Richard Wagner – Tristan und Isolde – act 3^ part 3



«Hei nun! Wie du kamst?»/»Wo ich erwacht – weilt’ ich nicht». «Tristan und Isolde», german opera in three acts. Music and text by Richard Wagner (1813-1883).

In 1854 Wagner finds out Schopenhauer’s philosophy, which shows music as the only way of expressing the deep sense of existence: it is so that the composer grants priority to music. In some of his essaies, Wagner defines «Musikdrama» as «the acts music made visible», in opposition to the merely theatrical drama, based on the simple representation of the actions.
Moreover the concept of «Gesamtkunstwerk», whose subject must be inspired by the myth, comes out and it needs a poetical language of its own, that Wagner finds in the «Stabreim», a type of versification marked by allitterations, which reminds the verses of the Nordic sagas; so the libretto acquires great importance and word merges with music.
In fact Wagner gives up the succession of arias, which harms the narrative fluency: he wants a drama and a music united in an unstoppable and continuos movement; to structure this, Wagner makes large use of the leitmotiv, a sort of recurrent motif formed by short musical cells which represents a character, an object, a feeling; during the opera, every leitmotiv is subjected to a steady metamorphosis, to an almost symphonic development and it becomes one of the yarns of an exceptionally rich warp.
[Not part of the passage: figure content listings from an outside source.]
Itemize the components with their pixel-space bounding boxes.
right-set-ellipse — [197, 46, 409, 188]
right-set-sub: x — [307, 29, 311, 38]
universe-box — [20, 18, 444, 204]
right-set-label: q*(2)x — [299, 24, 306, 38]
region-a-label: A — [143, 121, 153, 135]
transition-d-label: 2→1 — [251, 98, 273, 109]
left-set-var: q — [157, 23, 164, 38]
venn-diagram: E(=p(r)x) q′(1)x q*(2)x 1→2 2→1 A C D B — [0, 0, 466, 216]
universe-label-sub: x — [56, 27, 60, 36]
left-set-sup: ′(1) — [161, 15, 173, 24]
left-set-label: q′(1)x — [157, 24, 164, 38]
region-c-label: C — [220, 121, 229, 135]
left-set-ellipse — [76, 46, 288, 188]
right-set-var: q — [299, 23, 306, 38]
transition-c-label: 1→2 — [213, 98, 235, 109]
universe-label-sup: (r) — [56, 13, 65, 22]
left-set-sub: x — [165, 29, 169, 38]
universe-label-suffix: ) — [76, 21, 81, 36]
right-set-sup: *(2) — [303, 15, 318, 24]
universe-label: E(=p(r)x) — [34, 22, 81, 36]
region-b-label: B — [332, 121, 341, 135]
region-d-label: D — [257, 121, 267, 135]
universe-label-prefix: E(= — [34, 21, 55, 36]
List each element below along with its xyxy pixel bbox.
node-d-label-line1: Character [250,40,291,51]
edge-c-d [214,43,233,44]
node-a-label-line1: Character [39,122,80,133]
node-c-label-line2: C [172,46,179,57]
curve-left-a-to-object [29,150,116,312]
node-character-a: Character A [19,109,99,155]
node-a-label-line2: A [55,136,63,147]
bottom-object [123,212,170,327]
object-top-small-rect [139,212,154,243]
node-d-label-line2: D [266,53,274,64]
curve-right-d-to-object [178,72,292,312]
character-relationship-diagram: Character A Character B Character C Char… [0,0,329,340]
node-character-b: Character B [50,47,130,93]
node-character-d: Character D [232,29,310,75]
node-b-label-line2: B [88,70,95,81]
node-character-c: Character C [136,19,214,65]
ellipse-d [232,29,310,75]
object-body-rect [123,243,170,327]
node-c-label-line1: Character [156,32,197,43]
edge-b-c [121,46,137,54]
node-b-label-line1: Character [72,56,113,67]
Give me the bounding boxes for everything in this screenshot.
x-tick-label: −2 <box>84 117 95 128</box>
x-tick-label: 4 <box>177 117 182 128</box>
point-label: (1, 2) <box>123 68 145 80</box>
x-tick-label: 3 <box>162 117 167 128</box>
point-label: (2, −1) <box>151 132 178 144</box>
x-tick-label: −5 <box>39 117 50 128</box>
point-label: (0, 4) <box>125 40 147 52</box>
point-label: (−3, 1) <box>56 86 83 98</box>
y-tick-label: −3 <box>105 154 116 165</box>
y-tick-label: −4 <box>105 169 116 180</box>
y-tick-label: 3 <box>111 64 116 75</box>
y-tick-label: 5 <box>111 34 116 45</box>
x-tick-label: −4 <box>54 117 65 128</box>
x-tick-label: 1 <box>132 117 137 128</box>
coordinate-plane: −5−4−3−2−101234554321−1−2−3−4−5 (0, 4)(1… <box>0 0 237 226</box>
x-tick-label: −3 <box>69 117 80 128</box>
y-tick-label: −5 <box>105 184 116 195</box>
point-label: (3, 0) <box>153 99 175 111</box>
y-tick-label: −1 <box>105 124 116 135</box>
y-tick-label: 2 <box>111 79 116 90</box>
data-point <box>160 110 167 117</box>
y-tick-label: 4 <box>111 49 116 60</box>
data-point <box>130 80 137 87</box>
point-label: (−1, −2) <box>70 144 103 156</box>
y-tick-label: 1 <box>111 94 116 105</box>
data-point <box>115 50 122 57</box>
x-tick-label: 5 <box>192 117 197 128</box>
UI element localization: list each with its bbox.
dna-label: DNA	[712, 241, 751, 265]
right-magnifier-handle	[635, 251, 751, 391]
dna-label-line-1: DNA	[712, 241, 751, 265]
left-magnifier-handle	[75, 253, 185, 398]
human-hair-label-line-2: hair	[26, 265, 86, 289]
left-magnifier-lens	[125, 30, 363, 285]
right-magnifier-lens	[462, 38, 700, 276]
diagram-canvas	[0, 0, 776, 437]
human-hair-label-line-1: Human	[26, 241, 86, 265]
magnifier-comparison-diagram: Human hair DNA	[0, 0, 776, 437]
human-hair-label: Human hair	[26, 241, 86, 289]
It follows that the orchestra acquires an essential role because it must unfold most of the action, the evolution of the characters, their feelings and their impulse.
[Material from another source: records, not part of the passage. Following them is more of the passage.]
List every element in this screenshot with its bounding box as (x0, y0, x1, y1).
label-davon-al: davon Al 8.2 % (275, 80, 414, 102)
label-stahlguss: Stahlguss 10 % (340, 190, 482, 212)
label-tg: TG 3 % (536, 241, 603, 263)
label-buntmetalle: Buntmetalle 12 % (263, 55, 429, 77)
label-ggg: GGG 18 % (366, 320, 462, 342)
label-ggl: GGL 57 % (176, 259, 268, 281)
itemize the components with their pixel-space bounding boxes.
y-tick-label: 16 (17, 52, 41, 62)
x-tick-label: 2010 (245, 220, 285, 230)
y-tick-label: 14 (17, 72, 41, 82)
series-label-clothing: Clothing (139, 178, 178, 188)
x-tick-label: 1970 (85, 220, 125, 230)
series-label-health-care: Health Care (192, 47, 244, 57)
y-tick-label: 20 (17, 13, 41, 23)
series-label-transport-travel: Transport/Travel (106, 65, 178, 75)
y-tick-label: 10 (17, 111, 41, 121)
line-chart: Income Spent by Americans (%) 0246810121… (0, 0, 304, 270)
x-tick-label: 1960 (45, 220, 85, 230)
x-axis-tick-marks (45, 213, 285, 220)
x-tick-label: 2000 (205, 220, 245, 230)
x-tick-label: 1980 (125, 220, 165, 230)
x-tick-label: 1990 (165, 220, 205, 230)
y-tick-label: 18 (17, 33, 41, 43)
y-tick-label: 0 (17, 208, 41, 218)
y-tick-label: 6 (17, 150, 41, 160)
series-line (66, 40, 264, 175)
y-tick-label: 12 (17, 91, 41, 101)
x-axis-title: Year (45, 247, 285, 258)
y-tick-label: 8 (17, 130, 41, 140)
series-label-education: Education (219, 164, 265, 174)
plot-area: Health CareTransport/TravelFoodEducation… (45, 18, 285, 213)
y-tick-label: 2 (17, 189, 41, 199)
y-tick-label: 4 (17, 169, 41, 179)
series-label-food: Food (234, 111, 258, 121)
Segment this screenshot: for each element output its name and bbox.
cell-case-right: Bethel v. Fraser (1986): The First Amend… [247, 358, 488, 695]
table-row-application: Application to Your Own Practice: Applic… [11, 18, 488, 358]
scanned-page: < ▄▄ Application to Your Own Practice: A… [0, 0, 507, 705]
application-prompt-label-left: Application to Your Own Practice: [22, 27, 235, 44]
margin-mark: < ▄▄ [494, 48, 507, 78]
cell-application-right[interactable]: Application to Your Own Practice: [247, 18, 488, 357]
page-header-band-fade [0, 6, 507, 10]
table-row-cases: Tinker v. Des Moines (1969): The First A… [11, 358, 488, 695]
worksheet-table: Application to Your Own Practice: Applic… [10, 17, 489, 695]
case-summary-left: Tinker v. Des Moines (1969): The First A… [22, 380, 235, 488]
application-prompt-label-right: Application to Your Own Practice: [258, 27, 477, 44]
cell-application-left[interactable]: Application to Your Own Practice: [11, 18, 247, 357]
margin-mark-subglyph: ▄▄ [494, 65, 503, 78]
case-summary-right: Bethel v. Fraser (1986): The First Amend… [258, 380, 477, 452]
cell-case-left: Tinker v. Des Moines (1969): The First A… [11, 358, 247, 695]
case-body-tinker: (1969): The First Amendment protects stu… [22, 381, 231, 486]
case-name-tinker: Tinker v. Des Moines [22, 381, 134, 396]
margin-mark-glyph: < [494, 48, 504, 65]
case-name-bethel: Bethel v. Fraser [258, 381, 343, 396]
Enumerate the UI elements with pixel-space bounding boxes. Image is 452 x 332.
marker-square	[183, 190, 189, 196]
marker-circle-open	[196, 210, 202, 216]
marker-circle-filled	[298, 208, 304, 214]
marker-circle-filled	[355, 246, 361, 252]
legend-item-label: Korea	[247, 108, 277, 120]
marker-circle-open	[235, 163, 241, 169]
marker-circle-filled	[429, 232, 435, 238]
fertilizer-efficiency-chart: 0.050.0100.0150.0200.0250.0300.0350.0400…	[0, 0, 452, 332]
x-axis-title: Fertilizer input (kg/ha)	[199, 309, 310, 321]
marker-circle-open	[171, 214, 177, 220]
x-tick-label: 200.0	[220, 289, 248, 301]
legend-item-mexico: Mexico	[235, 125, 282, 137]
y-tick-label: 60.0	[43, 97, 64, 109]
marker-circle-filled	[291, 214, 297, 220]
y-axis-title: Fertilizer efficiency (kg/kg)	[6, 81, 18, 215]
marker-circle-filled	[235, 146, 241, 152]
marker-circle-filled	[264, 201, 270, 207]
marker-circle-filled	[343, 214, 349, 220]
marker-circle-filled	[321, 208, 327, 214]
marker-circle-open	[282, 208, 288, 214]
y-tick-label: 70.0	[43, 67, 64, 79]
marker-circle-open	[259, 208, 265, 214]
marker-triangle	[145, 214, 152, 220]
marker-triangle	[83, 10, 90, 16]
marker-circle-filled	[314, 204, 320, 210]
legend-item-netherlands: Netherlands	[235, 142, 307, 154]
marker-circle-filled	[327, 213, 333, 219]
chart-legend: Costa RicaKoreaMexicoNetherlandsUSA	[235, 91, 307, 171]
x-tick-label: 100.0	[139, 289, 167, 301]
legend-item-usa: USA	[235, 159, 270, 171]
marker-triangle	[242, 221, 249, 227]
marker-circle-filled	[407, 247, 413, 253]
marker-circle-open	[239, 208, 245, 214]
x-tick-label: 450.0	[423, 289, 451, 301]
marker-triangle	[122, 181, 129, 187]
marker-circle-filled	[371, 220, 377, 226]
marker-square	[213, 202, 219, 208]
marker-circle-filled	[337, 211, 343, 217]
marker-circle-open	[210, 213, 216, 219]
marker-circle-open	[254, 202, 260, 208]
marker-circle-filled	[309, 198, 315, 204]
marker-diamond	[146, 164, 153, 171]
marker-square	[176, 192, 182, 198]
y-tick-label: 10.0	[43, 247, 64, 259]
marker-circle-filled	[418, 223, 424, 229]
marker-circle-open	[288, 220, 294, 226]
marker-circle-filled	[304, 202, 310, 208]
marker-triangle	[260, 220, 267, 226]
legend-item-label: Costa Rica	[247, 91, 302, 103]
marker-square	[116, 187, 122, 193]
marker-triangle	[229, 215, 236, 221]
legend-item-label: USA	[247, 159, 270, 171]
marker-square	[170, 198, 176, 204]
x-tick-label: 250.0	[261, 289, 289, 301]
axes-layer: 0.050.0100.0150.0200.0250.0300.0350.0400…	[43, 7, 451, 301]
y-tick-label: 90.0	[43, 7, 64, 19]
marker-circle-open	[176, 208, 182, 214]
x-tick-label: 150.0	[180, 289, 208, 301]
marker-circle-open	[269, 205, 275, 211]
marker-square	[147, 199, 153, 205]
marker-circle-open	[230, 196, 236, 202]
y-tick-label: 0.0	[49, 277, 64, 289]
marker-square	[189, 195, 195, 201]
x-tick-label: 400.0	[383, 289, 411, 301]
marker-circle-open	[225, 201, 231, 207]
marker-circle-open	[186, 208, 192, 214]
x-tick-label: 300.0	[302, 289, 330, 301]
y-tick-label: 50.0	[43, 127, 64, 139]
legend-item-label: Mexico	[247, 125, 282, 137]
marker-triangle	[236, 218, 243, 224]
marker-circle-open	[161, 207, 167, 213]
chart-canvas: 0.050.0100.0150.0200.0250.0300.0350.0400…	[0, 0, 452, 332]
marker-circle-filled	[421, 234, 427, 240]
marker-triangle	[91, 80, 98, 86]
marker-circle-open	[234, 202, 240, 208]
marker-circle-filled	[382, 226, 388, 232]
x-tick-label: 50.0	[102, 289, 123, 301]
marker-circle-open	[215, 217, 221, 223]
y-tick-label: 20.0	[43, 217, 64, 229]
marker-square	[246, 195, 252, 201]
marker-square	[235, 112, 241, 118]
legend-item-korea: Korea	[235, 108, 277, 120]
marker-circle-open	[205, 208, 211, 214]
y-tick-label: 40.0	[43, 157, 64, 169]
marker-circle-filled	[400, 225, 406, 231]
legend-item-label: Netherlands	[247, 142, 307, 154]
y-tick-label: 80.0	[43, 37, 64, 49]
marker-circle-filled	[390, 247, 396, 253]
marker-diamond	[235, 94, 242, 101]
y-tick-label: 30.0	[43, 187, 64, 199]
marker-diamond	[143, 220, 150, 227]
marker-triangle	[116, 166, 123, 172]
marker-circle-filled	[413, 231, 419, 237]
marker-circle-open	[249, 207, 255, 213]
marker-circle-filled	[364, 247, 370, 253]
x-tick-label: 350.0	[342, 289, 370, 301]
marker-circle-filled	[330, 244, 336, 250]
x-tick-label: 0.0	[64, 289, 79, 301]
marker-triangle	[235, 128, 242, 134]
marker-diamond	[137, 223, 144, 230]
The action of «Tristan» develops on a metaphysical level which is far from the social universe of «Der Ring», so its leitmotives are not associated with objects or psychic states; as a matter of fact while in «Der Ring» you clearly hear motives associated to the Rhinegold, to Nothung (Siegfried’s sword), to the anger or the anguish, in «Tristan» these associations fastly dilute themselves according to the metamorphic process of the leitmotiv.
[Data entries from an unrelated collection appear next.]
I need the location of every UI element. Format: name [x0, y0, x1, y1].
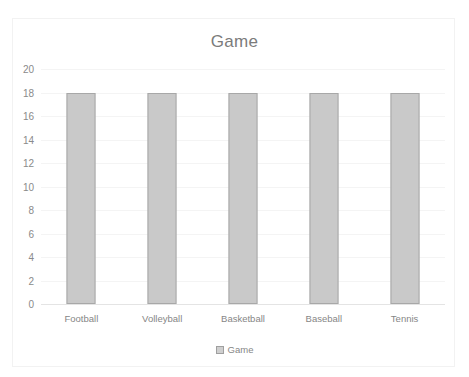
x-axis-tick-football: Football — [64, 313, 98, 324]
y-axis-tick-20: 20 — [23, 64, 34, 75]
bar-basketball[interactable] — [228, 93, 257, 305]
y-axis-tick-2: 2 — [28, 275, 34, 286]
bar-group: Tennis — [364, 69, 445, 304]
x-axis-tick-volleyball: Volleyball — [142, 313, 182, 324]
chart-container: Game 20181614121086420 FootballVolleybal… — [12, 18, 455, 367]
bar-group: Volleyball — [122, 69, 203, 304]
bar-baseball[interactable] — [309, 93, 338, 305]
y-axis-tick-8: 8 — [28, 205, 34, 216]
y-axis-tick-0: 0 — [28, 299, 34, 310]
plot-area: 20181614121086420 FootballVolleyballBask… — [41, 69, 445, 304]
legend-label-game: Game — [228, 344, 254, 355]
x-axis-tick-tennis: Tennis — [391, 313, 418, 324]
x-axis-tick-baseball: Baseball — [306, 313, 342, 324]
y-axis-tick-12: 12 — [23, 158, 34, 169]
bar-group: Football — [41, 69, 122, 304]
chart-title: Game — [13, 32, 456, 52]
y-axis-tick-14: 14 — [23, 134, 34, 145]
x-axis-tick-basketball: Basketball — [221, 313, 265, 324]
bar-football[interactable] — [67, 93, 96, 305]
chart-legend: Game — [13, 344, 456, 355]
y-axis-tick-18: 18 — [23, 87, 34, 98]
gridline-0: 0 — [41, 304, 445, 305]
y-axis-tick-16: 16 — [23, 111, 34, 122]
bar-tennis[interactable] — [390, 93, 419, 305]
y-axis-tick-4: 4 — [28, 252, 34, 263]
bar-series-game: FootballVolleyballBasketballBaseballTenn… — [41, 69, 445, 304]
y-axis-tick-10: 10 — [23, 181, 34, 192]
legend-swatch-icon — [216, 346, 224, 354]
y-axis-tick-6: 6 — [28, 228, 34, 239]
bar-group: Basketball — [203, 69, 284, 304]
bar-volleyball[interactable] — [148, 93, 177, 305]
bar-group: Baseball — [283, 69, 364, 304]
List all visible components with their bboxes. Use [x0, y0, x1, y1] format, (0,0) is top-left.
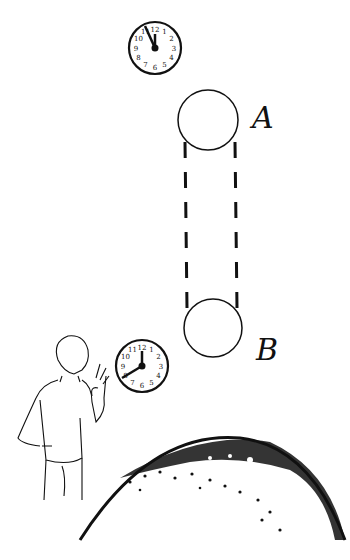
- dashed-line-right: [235, 142, 237, 308]
- person-figure: [18, 336, 109, 500]
- earth-surface: [80, 437, 345, 540]
- clock-numeral: 9: [134, 45, 138, 53]
- clock-numeral: 2: [169, 35, 173, 43]
- clock-numeral: 2: [156, 353, 160, 361]
- clock-numeral: 12: [151, 26, 160, 34]
- dashed-line-left: [185, 142, 187, 308]
- clock-numeral: 1: [149, 346, 153, 354]
- clock-numeral: 3: [159, 363, 163, 371]
- clock-numeral: 10: [134, 35, 143, 43]
- clock-numeral: 8: [136, 54, 140, 62]
- top-clock-icon: 121234567891011: [129, 22, 181, 74]
- clock-numeral: 10: [121, 353, 130, 361]
- clock-numeral: 9: [121, 363, 125, 371]
- clock-numeral: 6: [140, 382, 145, 390]
- bottom-clock-icon: 121234567891011: [116, 340, 168, 392]
- illustration-canvas: 121234567891011 121234567891011: [0, 0, 350, 560]
- sphere-b: [184, 299, 242, 357]
- clock-numeral: 7: [143, 61, 147, 69]
- clock-numeral: 5: [162, 61, 166, 69]
- clock-numeral: 12: [138, 344, 147, 352]
- clock-numeral: 3: [172, 45, 176, 53]
- clock-numeral: 5: [149, 379, 153, 387]
- clock-numeral: 4: [169, 54, 174, 62]
- label-a: A: [252, 100, 274, 135]
- clock-numeral: 4: [156, 372, 161, 380]
- sphere-a: [178, 90, 238, 150]
- clock-numeral: 7: [130, 379, 134, 387]
- line-art: 121234567891011 121234567891011: [0, 0, 350, 560]
- clock-numeral: 11: [128, 346, 137, 354]
- clock-numeral: 6: [153, 64, 158, 72]
- label-b: B: [256, 332, 278, 367]
- clock-numeral: 1: [162, 28, 166, 36]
The descending motif listened at the beginning of the prelude already evades every attempt to identify in something or someone, because it represents qualities and moods that result always different during the opera.
On the other hand many key themes already appear in the prelude Wagner composed first, when both music and text hadn’t been merged yet.
The musical language of «Tristan» is characterized by the tonal instability and ambiguity, by the extreme chromatism of the melodic line and by the harmony: everything is at the service of the drama, the expressive intensification and the emotional tension.
This chromatism took to extremes can express bette than every other process the inaccessible wish, the impossible passion both Tristan and Isolde are forced to suffer till they are on the verge of madness; this is strenghtened by the sense of decay felt in all the opera. Instead the immutable social values emboded by Marke and Melot are almost dealt with a diatonic way: honour, loyalty and feudal rights are represented by a stream of perfect tunes, totally ordinary.